Nationally recognised first aid certification ensures that workers are prepared to respond correctly under pressure — not guessing, not hesitating, and not making errors that worsen outcomes for burn survivors.
Electrical Burn Assessment and Treatment
Test your understanding of the key principles of electrical burn assessment, triage, and immediate first aid management.
Answer all five questions, then click Check Answers.
What is the first action a first aider should take when approaching a potential electrical burn victim?
Which of the following is a distinguishing feature of a lightning strike burn?
In electrical burn triage, what does the “iceberg effect” refer to?
What is the correct duration for cooling a burn with running water?

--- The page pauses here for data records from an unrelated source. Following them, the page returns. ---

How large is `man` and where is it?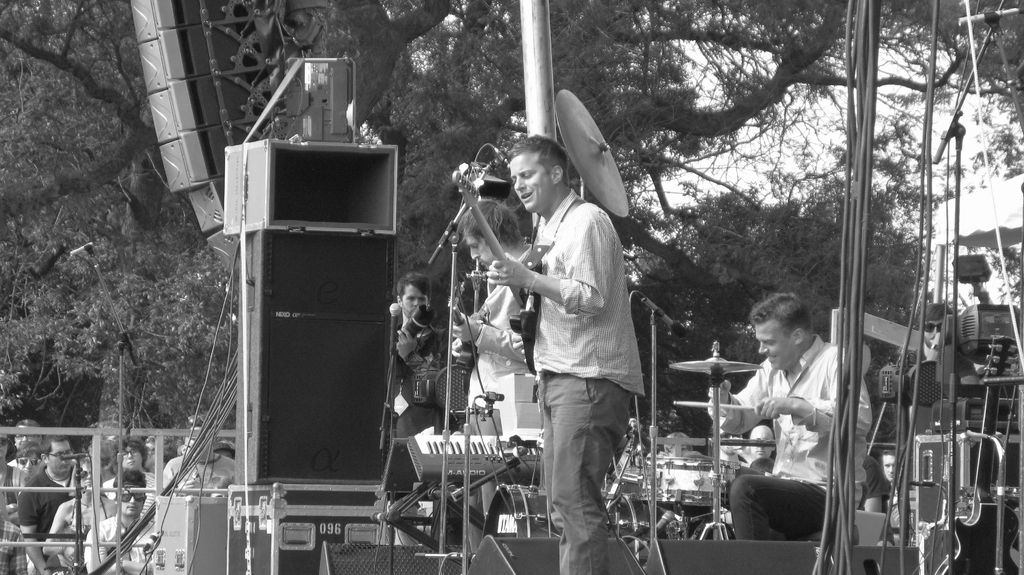
Bounding box: [left=876, top=447, right=919, bottom=532].
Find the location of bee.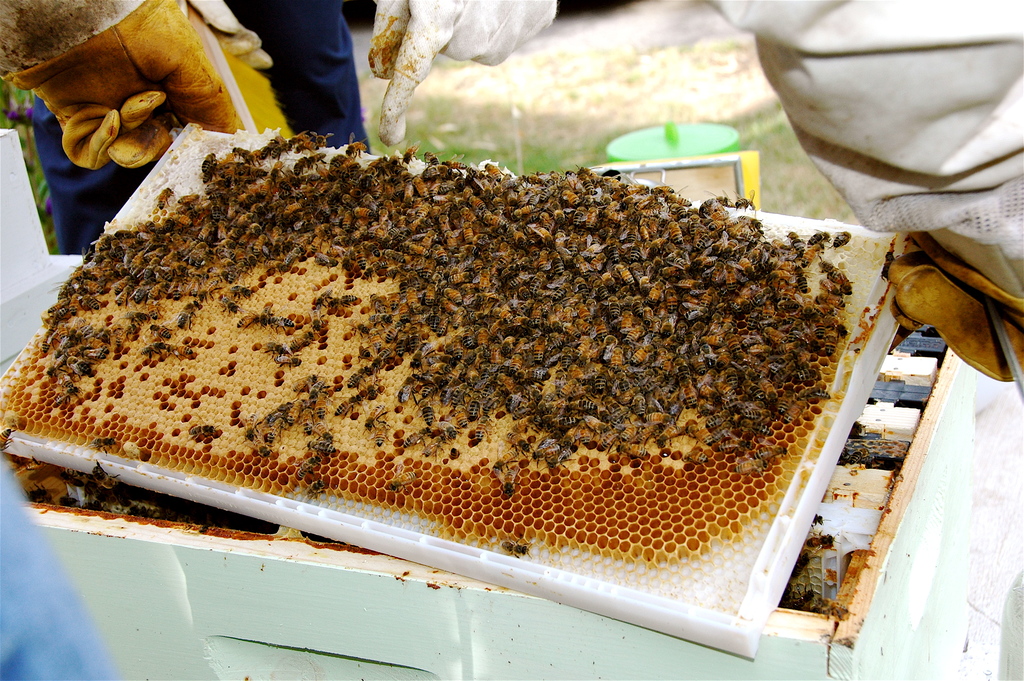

Which organ system is at risk from myoglobin released during rhabdomyolysis following an electrical burn?
Your result
Give your Gold Coast team the skills that save lives. First Aid Pro Gold Coast’s nationally accredited first aid courses are available for individuals and workplace groups. Enrol your team today — because the best time to prepare is before an emergency, not during one.
References
Australian Resuscitation Council (ARC). (2021). Guideline 9.3.2 — Burns.
Frequently Asked Questions
Is it safe to touch someone who has received an electrical burn?
Not until you have confirmed that the power source has been fully isolated by a qualified authority or emergency services. Even after isolation, approach with caution. Attempting to pull a victim away from a live source without proper equipment can result in the rescuer sustaining a burn injury as well.
What are the early signs of internal injury after an electrical burn that a first aider should watch for?
Key warning signs include confusion, irregular or absent pulse, complaint of chest pain, dark or discoloured urine, limb numbness or paralysis, and muscle rigidity near the injury. Any of these findings requires immediate escalation to emergency medical services.
Do lightning strike victims require the same treatment as other electrical burn patients?
The general principles are the same — scene safety, CPR if required, burn care, and emergency medical service activation — but lightning strike management includes the reverse triage principle (prioritising apparently deceased victims for resuscitation), assessment for blast and secondary trauma, and awareness that internal damage may be less severe than in prolonged AC current exposure.
How is electrical burn classification different from thermal burn classification?
Both use the same depth classification system — superficial, partial thickness, and full thickness — but electrical burns require additional classification by mechanism (conduction, arc flash, flame, lightning), voltage level, and current pathway. The burn surface area alone is not a reliable indicator of severity in electrical burn cases, whereas it is more meaningful in thermal burn assessment.
What first aid qualifications are relevant for workplace electrical burn response on the Gold Coast?
The nationally recognised Provide First Aid (HLTAID011) and Provide Advanced First Aid (HLTAID014) qualifications cover burn assessment, CPR, AED use, and emergency response relevant to workplace electrical incidents. First Aid Pro Gold Coast delivers both qualifications and can tailor training to industry-specific electrical hazard scenarios.